B. Goldbach1, M. Barrett2
Secondary School (Transition Year) students at Cashel Community School undertook an ambitious year-long inquiry titled Tipperary Women in History. This project was designed collaboratively by their history teacher, branch librarian Maura Barrett, and creative media lecturer Bernard Goldbach from the Technological University of the Shannon.

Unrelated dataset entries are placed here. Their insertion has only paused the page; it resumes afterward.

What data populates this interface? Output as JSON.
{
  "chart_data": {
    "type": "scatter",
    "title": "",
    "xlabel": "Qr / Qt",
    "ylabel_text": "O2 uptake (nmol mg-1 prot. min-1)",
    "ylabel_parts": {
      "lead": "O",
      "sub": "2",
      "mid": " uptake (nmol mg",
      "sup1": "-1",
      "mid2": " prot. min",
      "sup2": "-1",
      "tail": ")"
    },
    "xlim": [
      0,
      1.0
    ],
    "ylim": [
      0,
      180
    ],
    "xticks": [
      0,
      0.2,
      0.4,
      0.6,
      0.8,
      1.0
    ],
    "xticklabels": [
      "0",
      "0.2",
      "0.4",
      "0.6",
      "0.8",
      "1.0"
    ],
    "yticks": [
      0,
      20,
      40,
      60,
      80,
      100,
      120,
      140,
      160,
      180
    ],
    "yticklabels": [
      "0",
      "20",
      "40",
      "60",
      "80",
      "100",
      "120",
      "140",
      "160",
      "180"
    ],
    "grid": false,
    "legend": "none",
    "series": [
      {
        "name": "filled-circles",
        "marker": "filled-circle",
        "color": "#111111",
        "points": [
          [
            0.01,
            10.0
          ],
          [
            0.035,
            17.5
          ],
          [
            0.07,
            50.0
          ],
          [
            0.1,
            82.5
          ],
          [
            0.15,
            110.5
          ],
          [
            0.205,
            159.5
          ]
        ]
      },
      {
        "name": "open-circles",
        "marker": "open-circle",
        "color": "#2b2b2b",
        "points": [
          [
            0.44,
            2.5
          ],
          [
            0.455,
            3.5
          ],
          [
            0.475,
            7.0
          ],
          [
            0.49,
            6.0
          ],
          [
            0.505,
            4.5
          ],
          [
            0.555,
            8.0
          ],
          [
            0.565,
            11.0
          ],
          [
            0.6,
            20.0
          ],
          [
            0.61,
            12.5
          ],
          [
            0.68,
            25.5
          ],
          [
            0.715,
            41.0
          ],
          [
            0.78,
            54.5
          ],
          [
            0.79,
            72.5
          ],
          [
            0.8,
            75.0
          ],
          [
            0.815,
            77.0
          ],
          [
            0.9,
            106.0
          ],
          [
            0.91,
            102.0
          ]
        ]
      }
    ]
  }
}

Grounded in constructivist curricula, the project positioned the public library as a “third place” where teens could interrogate primary sources beyond the classroom. Weekly workshops in the Cashel Library introduced critical historiography, gender-balanced perspectives, and ethical research protocols, while parallel sessions in the digital makerspace scaffolded podcast scripting and metadata management. The design purposefully embedded local heritage collections—newspapers, parish records, artefact catalogues—into an experiential learning cycle, fostering civic identity and transferable information literacies through iterative peer critique and librarian feedback.
Learning outcomes were mapped against the Irish National Council for Curriculum and Assessment key-skills matrix, emphasising managing information, being creative, and working with others. Students articulated three measurable objectives: synthesise biographical narratives of 24 Tipperary women, compare historiographical representations across print and digital archives, and publish multimodal artefacts meeting FAIR-data standards.

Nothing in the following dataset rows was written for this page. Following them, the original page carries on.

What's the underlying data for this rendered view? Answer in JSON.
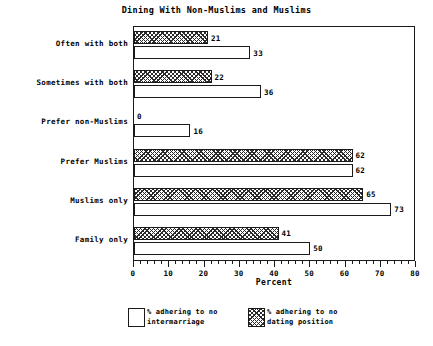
{
  "chart_data": {
    "type": "bar",
    "orientation": "horizontal",
    "title": "Dining With Non-Muslims and Muslims",
    "xlabel": "Percent",
    "ylabel": "",
    "xlim": [
      0,
      80
    ],
    "xticks": [
      0,
      10,
      20,
      30,
      40,
      50,
      60,
      70,
      80
    ],
    "xtick_labels": [
      "0",
      "10",
      "20",
      "30",
      "40",
      "50",
      "60",
      "70",
      "80"
    ],
    "minor_tick_step": 2,
    "grid": false,
    "legend_position": "below-axes",
    "categories": [
      "Often with both",
      "Sometimes with both",
      "Prefer non-Muslims",
      "Prefer Muslims",
      "Muslims only",
      "Family only"
    ],
    "series": [
      {
        "name": "% adhering to no dating position",
        "style": "crosshatch",
        "values": [
          21,
          22,
          0,
          62,
          65,
          41
        ],
        "value_labels": [
          "21",
          "22",
          "0",
          "62",
          "65",
          "41"
        ]
      },
      {
        "name": "% adhering to no intermarriage",
        "style": "white",
        "values": [
          33,
          36,
          16,
          62,
          73,
          50
        ],
        "value_labels": [
          "33",
          "36",
          "16",
          "62",
          "73",
          "50"
        ]
      }
    ]
  },
  "legend": {
    "entries": [
      {
        "label": "% adhering to no\nintermarriage",
        "style": "white"
      },
      {
        "label": "% adhering to no\ndating position",
        "style": "crosshatch"
      }
    ]
  },
  "colors": {
    "background": "#ffffff",
    "foreground": "#1a1a1a",
    "hatch": "#2b2b2b",
    "bar_fill": "#ffffff"
  }
}
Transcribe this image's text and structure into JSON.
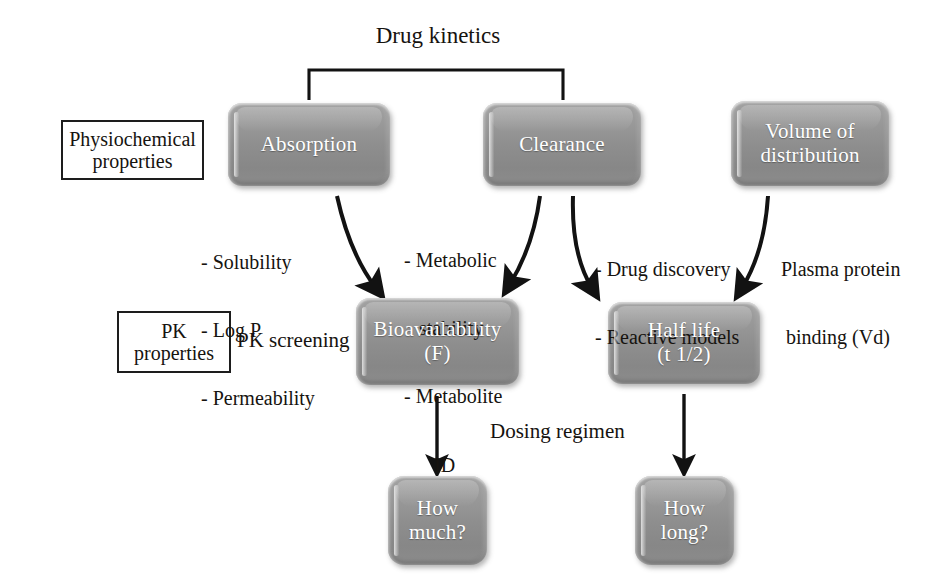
{
  "diagram": {
    "title_bracket_label": "Drug kinetics",
    "dosing_label": "Dosing regimen",
    "pk_screening_label": "PK screening",
    "accent_box_fill": "#8e8e8e",
    "line_color": "#121212",
    "text_color": "#16130f",
    "node_text_color": "#ffffff"
  },
  "row_labels": [
    {
      "id": "physiochemical",
      "line1": "Physiochemical",
      "line2": "properties"
    },
    {
      "id": "pk-properties",
      "line1": "PK",
      "line2": "properties"
    }
  ],
  "nodes": [
    {
      "id": "absorption",
      "line1": "Absorption",
      "line2": ""
    },
    {
      "id": "clearance",
      "line1": "Clearance",
      "line2": ""
    },
    {
      "id": "volume",
      "line1": "Volume of",
      "line2": "distribution"
    },
    {
      "id": "bioavail",
      "line1": "Bioavailability",
      "line2": "(F)"
    },
    {
      "id": "halflife",
      "line1": "Half life",
      "line2": "(t 1/2)"
    },
    {
      "id": "howmuch",
      "line1": "How",
      "line2": "much?"
    },
    {
      "id": "howlong",
      "line1": "How",
      "line2": "long?"
    }
  ],
  "annotations": [
    {
      "id": "absorption-props",
      "lines": [
        "- Solubility",
        "- Log P",
        "- Permeability"
      ]
    },
    {
      "id": "clearance-metabolism",
      "lines": [
        "- Metabolic",
        "   stability",
        "- Metabolite",
        "      ID"
      ]
    },
    {
      "id": "clearance-discovery",
      "lines": [
        "- Drug discovery",
        "- Reactive models"
      ]
    },
    {
      "id": "volume-binding",
      "lines": [
        "Plasma protein",
        " binding (Vd)"
      ]
    }
  ]
}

Formative tasks—citation drills, reflective field notes, and storyboard pitches—fed a shared rubric co-constructed with learners; this rubric weighted critical analysis (40 %), media-production quality (30 %), collaborative contribution (20 %), and public-facing dissemination strategy (10 %). Assessment descriptors referenced SOLO taxonomy to support progressively deeper modes of knowledge construction.
Pedagogical sequencing followed an engage-explore-explain-extend model. During the “explore” phase, students rotated through archival vignettes in the Tipperary Hidden History Museum, sketch-noting artefacts linked to figures such as Lady Margaret Butler and Dr Mary J. Donovan. Back in the library’s podcast suite, visiting mentor Bernard Goldbach facilitated micro-workshops on mobile journalism: learners captured ambient sound with Osmo Pocket recorders, edited segments in Spreaker Studio, and generated captioned audiograms via Headliner. Reflective prompts situated each digital choice within scholarly-integrity frameworks, interrogating AI-generated transcriptions for bias and error. Peer-mentoring circles used the library's spacious workspace for synchronous feedback, reinforcing the community-of-practice orientation underpinning the curriculum. Session artefacts were uploaded to a shared Google Drive, enabling asynchronous curator commentary and iterative refinement.
Summative assessment converged during a public showcase. Post-produced multimedia objects will be incorporated into exhibition panels by the Tipperary Hidden History Museum.
All the artefacts of this production are licensed under Creative Commons, allowing syndicated hosting on regional radio, school social channels, and the county’s digital-heritage portal. Evaluation surveys recorded heightened historical-empathy scores and significant growth in digital-storytelling self-efficacy among participants.
This curriculum design demonstrates how rural libraries and museums catalyse transformative historical scholarship among mid-adolescents.
Keywords: History, podcasting, AI, education.